Salisbury Academy first-graders delight Book Buddies at Trinity Living Center
Published 12:00 am Thursday, September 10, 2015
On the first Thursday of each month, 22 Salisbury Academy first-graders load onto a small blue and white bus, individually selected books in hand, and ride over to the adult day health facility Trinity Living Center.
Once arrived, the children, often shyly at first, find reading buddies among the 30 or so senior participants present that day. The kids make eye contact with their “Book Buddy” of that visit, have a seat next to them, and begin to read a book to their elderly friend.
Once the connection is made, it’s delightful, says Patty Messick, Program Coordinator for Trinity Living Center.
“The students come in, they find someone, and they’re off and running,” said Messick.
At each of the first-graders’ visits to the center, bonds are forged between generations. Books are shared, friendships develop, and memories come alive for the center’s participants.
“I’ve never seen anything but joy on the participants’ faces when the kids show up to read,” said Christina S. Joyce, executive director for Trinity Living Center.
“Whether the children remind the participants of their own children or of their own childhoods I’m not sure. But whatever it does, it’s certainly a good thing.”
The Book Buddies relationship between Salisbury Academy and Trinity Living Center began over 15 years ago, and is one of 50 community outreach programs that Salisbury Academy engages in every year.
While providing joy and deep satisfaction to the elderly buddies being read to, the program also allows children to practice their newly developed reading skills while discovering the wisdom and friendship that the elderly participants can offer them.
“The children realize how wonderful the generations before them were and still are,” said Joyce, explaining that the impairments and physical limitations that accompany aging can be frightening to children until they can see past the differences.
For Elsie Pitman, 15-year participant at Trinity Living Center, the Book Buddies program is both a rare opportunity to interact with children – something that brings her immense happiness – as well as an opportunity to appreciate the scholarly abilities of her young visitors.
“It’s astonishing that the kids can read as well as they can,” said Pitman. “Their stories are really good.”
In testament to the value of the Book Buddies program, the elderly participants were not the only ones with positive reflections from a recent Book Buddy interactions. The first-graders, too, left Trinity Living Center with wide smiles and an extra skip in their steps.
Salisbury Academy first-grader Halle Laferriere provided a fitting summary for the visit.
“We were going there to read and make them smile, but they made us smile,” she said.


What to do> Restate the data below word for word, omitting pictures.
**** Material for this exercise ****
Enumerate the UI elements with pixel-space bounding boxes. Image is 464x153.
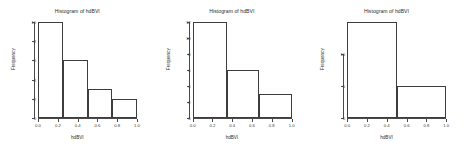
histogram-panel-2: Histogram of hdBVI Frequency hdBVI 02468…: [155, 0, 310, 153]
y-axis-tick-label: 0: [343, 116, 345, 121]
x-axis-tick-label: 0.6: [249, 123, 255, 128]
y-axis-tick-label: 10: [31, 20, 36, 25]
x-axis-tick-label: 0.6: [404, 123, 410, 128]
bars-container-3: [347, 22, 446, 118]
y-axis-tick-label: 5: [343, 84, 345, 89]
x-axis-tick-label: 0.8: [269, 123, 275, 128]
x-axis-2: [193, 118, 292, 119]
histogram-panel-row: Histogram of hdBVI Frequency hdBVI 02468…: [0, 0, 464, 153]
plot-area-3: [347, 22, 446, 118]
x-axis-tick-label: 0.8: [114, 123, 120, 128]
y-axis-tick-label: 10: [186, 36, 191, 41]
histogram-panel-3: Histogram of hdBVI Frequency hdBVI 05100…: [309, 0, 464, 153]
chart-title: Histogram of hdBVI: [0, 8, 155, 14]
x-axis-tick-label: 0.2: [364, 123, 370, 128]
bars-container-1: [38, 22, 137, 118]
x-axis-tick-label: 0.0: [35, 123, 41, 128]
x-axis-tick-label: 0.4: [229, 123, 235, 128]
x-axis-1: [38, 118, 137, 119]
y-axis-label: Frequency: [11, 48, 16, 70]
x-axis-label: hdBVI: [309, 135, 464, 140]
x-axis-label: hdBVI: [155, 135, 310, 140]
y-axis-tick-label: 8: [188, 52, 190, 57]
y-axis-tick-label: 10: [341, 52, 346, 57]
histogram-bar: [88, 89, 113, 118]
x-axis-tick-label: 0.0: [190, 123, 196, 128]
histogram-panel-1: Histogram of hdBVI Frequency hdBVI 02468…: [0, 0, 155, 153]
x-axis-tick-label: 0.8: [423, 123, 429, 128]
y-axis-tick-label: 0: [34, 116, 36, 121]
histogram-bar: [347, 22, 397, 118]
x-axis-tick-label: 1.0: [289, 123, 295, 128]
y-axis-label: Frequency: [166, 48, 171, 70]
y-axis-1: [34, 22, 35, 118]
y-axis-label: Frequency: [320, 48, 325, 70]
histogram-bar: [227, 70, 259, 118]
histogram-bar: [38, 22, 63, 118]
x-axis-3: [347, 118, 446, 119]
histogram-bar: [397, 86, 447, 118]
x-axis-tick-label: 0.4: [384, 123, 390, 128]
histogram-bar: [112, 99, 137, 118]
x-axis-tick-label: 0.0: [344, 123, 350, 128]
plot-area-1: [38, 22, 137, 118]
x-axis-label: hdBVI: [0, 135, 155, 140]
chart-title: Histogram of hdBVI: [155, 8, 310, 14]
x-axis-tick-label: 0.2: [55, 123, 61, 128]
histogram-bar: [259, 94, 292, 118]
bars-container-2: [193, 22, 292, 118]
x-axis-tick-label: 0.4: [75, 123, 81, 128]
x-axis-tick-label: 0.2: [209, 123, 215, 128]
x-axis-tick-label: 0.6: [94, 123, 100, 128]
y-axis-tick-label: 2: [34, 96, 36, 101]
x-axis-tick-label: 1.0: [134, 123, 140, 128]
y-axis-tick-label: 4: [188, 84, 190, 89]
y-axis-tick-label: 12: [186, 20, 191, 25]
y-axis-tick-label: 6: [34, 58, 36, 63]
plot-area-2: [193, 22, 292, 118]
y-axis-tick-label: 4: [34, 77, 36, 82]
chart-title: Histogram of hdBVI: [309, 8, 464, 14]
x-axis-tick-label: 1.0: [443, 123, 449, 128]
y-axis-tick-label: 0: [188, 116, 190, 121]
y-axis-tick-label: 6: [188, 68, 190, 73]
histogram-bar: [193, 22, 228, 118]
y-axis-tick-label: 8: [34, 39, 36, 44]
y-axis-tick-label: 2: [188, 100, 190, 105]
histogram-bar: [63, 60, 88, 118]
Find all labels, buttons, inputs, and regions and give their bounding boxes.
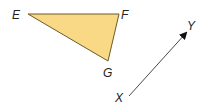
- triangle-efg: [28, 14, 119, 61]
- vertex-label-f: F: [121, 8, 129, 22]
- vector-xy-arrow: [129, 33, 186, 96]
- point-label-y: Y: [187, 19, 196, 33]
- point-label-x: X: [114, 91, 124, 105]
- vertex-label-g: G: [103, 66, 112, 80]
- diagram-canvas: E F G X Y: [0, 0, 204, 105]
- vertex-label-e: E: [12, 8, 21, 22]
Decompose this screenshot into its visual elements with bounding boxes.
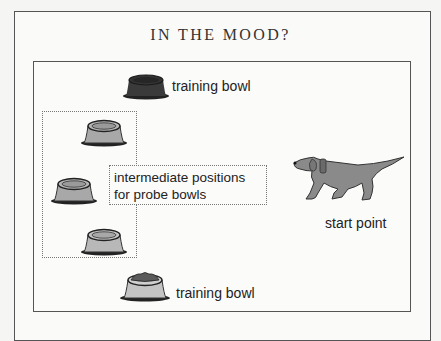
probe-bowl-1-icon xyxy=(80,117,128,147)
training-bowl-bottom-icon xyxy=(119,268,171,302)
note-line-2: for probe bowls xyxy=(114,186,266,203)
probe-positions-note: intermediate positions for probe bowls xyxy=(109,165,267,205)
probe-bowl-3-icon xyxy=(78,226,130,256)
dog-icon xyxy=(292,153,406,205)
figure-title: IN THE MOOD? xyxy=(0,26,441,44)
training-bowl-top-icon xyxy=(122,72,170,100)
training-bowl-bottom-label: training bowl xyxy=(176,285,255,301)
training-bowl-top-label: training bowl xyxy=(172,78,251,94)
note-line-1: intermediate positions xyxy=(114,169,266,186)
dog-start-label: start point xyxy=(325,215,386,231)
probe-bowl-2-icon xyxy=(48,175,100,205)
****
Response area>
Enumerate the UI elements with pixel-space bounding boxes. Image is 464x153.
histogram-panel-2: Histogram of hdBVI Frequency hdBVI 02468…: [155, 0, 310, 153]
y-axis-tick-label: 0: [343, 116, 345, 121]
x-axis-tick-label: 0.6: [249, 123, 255, 128]
y-axis-tick-label: 10: [31, 20, 36, 25]
x-axis-tick-label: 0.6: [404, 123, 410, 128]
bars-container-3: [347, 22, 446, 118]
y-axis-tick-label: 5: [343, 84, 345, 89]
x-axis-tick-label: 0.8: [269, 123, 275, 128]
x-axis-2: [193, 118, 292, 119]
histogram-panel-row: Histogram of hdBVI Frequency hdBVI 02468…: [0, 0, 464, 153]
plot-area-3: [347, 22, 446, 118]
x-axis-tick-label: 0.8: [114, 123, 120, 128]
y-axis-tick-label: 10: [186, 36, 191, 41]
histogram-panel-3: Histogram of hdBVI Frequency hdBVI 05100…: [309, 0, 464, 153]
chart-title: Histogram of hdBVI: [0, 8, 155, 14]
x-axis-tick-label: 0.2: [364, 123, 370, 128]
bars-container-1: [38, 22, 137, 118]
x-axis-tick-label: 0.0: [35, 123, 41, 128]
x-axis-tick-label: 0.4: [229, 123, 235, 128]
x-axis-1: [38, 118, 137, 119]
y-axis-label: Frequency: [11, 48, 16, 70]
x-axis-label: hdBVI: [309, 135, 464, 140]
x-axis-label: hdBVI: [155, 135, 310, 140]
y-axis-tick-label: 8: [188, 52, 190, 57]
y-axis-tick-label: 10: [341, 52, 346, 57]
histogram-bar: [88, 89, 113, 118]
x-axis-tick-label: 0.0: [190, 123, 196, 128]
histogram-panel-1: Histogram of hdBVI Frequency hdBVI 02468…: [0, 0, 155, 153]
x-axis-tick-label: 0.8: [423, 123, 429, 128]
y-axis-tick-label: 0: [34, 116, 36, 121]
histogram-bar: [347, 22, 397, 118]
x-axis-tick-label: 1.0: [289, 123, 295, 128]
y-axis-label: Frequency: [166, 48, 171, 70]
y-axis-1: [34, 22, 35, 118]
y-axis-label: Frequency: [320, 48, 325, 70]
histogram-bar: [227, 70, 259, 118]
histogram-bar: [38, 22, 63, 118]
x-axis-3: [347, 118, 446, 119]
histogram-bar: [397, 86, 447, 118]
x-axis-tick-label: 0.4: [384, 123, 390, 128]
histogram-bar: [112, 99, 137, 118]
x-axis-tick-label: 0.0: [344, 123, 350, 128]
plot-area-1: [38, 22, 137, 118]
x-axis-label: hdBVI: [0, 135, 155, 140]
chart-title: Histogram of hdBVI: [155, 8, 310, 14]
x-axis-tick-label: 0.2: [55, 123, 61, 128]
histogram-bar: [259, 94, 292, 118]
bars-container-2: [193, 22, 292, 118]
x-axis-tick-label: 0.4: [75, 123, 81, 128]
x-axis-tick-label: 0.2: [209, 123, 215, 128]
x-axis-tick-label: 0.6: [94, 123, 100, 128]
y-axis-tick-label: 2: [34, 96, 36, 101]
x-axis-tick-label: 1.0: [134, 123, 140, 128]
y-axis-tick-label: 4: [188, 84, 190, 89]
y-axis-tick-label: 12: [186, 20, 191, 25]
y-axis-tick-label: 6: [34, 58, 36, 63]
plot-area-2: [193, 22, 292, 118]
y-axis-tick-label: 4: [34, 77, 36, 82]
chart-title: Histogram of hdBVI: [309, 8, 464, 14]
x-axis-tick-label: 1.0: [443, 123, 449, 128]
y-axis-tick-label: 0: [188, 116, 190, 121]
y-axis-tick-label: 6: [188, 68, 190, 73]
histogram-bar: [193, 22, 228, 118]
y-axis-tick-label: 8: [34, 39, 36, 44]
y-axis-tick-label: 2: [188, 100, 190, 105]
histogram-bar: [63, 60, 88, 118]
Find all labels, buttons, inputs, and regions and give their bounding boxes.
- triangle-efg: [28, 14, 119, 61]
- vertex-label-f: F: [121, 8, 129, 22]
- vector-xy-arrow: [129, 33, 186, 96]
- point-label-y: Y: [187, 19, 196, 33]
- point-label-x: X: [114, 91, 124, 105]
- vertex-label-g: G: [103, 66, 112, 80]
- diagram-canvas: E F G X Y: [0, 0, 204, 105]
- vertex-label-e: E: [12, 8, 21, 22]
Decompose this screenshot into its visual elements with bounding boxes.
probe-bowl-1-icon xyxy=(80,117,128,147)
training-bowl-bottom-icon xyxy=(119,268,171,302)
note-line-2: for probe bowls xyxy=(114,186,266,203)
probe-positions-note: intermediate positions for probe bowls xyxy=(109,165,267,205)
probe-bowl-3-icon xyxy=(78,226,130,256)
dog-icon xyxy=(292,153,406,205)
figure-title: IN THE MOOD? xyxy=(0,26,441,44)
training-bowl-top-icon xyxy=(122,72,170,100)
training-bowl-bottom-label: training bowl xyxy=(176,285,255,301)
training-bowl-top-label: training bowl xyxy=(172,78,251,94)
note-line-1: intermediate positions xyxy=(114,169,266,186)
dog-start-label: start point xyxy=(325,215,386,231)
probe-bowl-2-icon xyxy=(48,175,100,205)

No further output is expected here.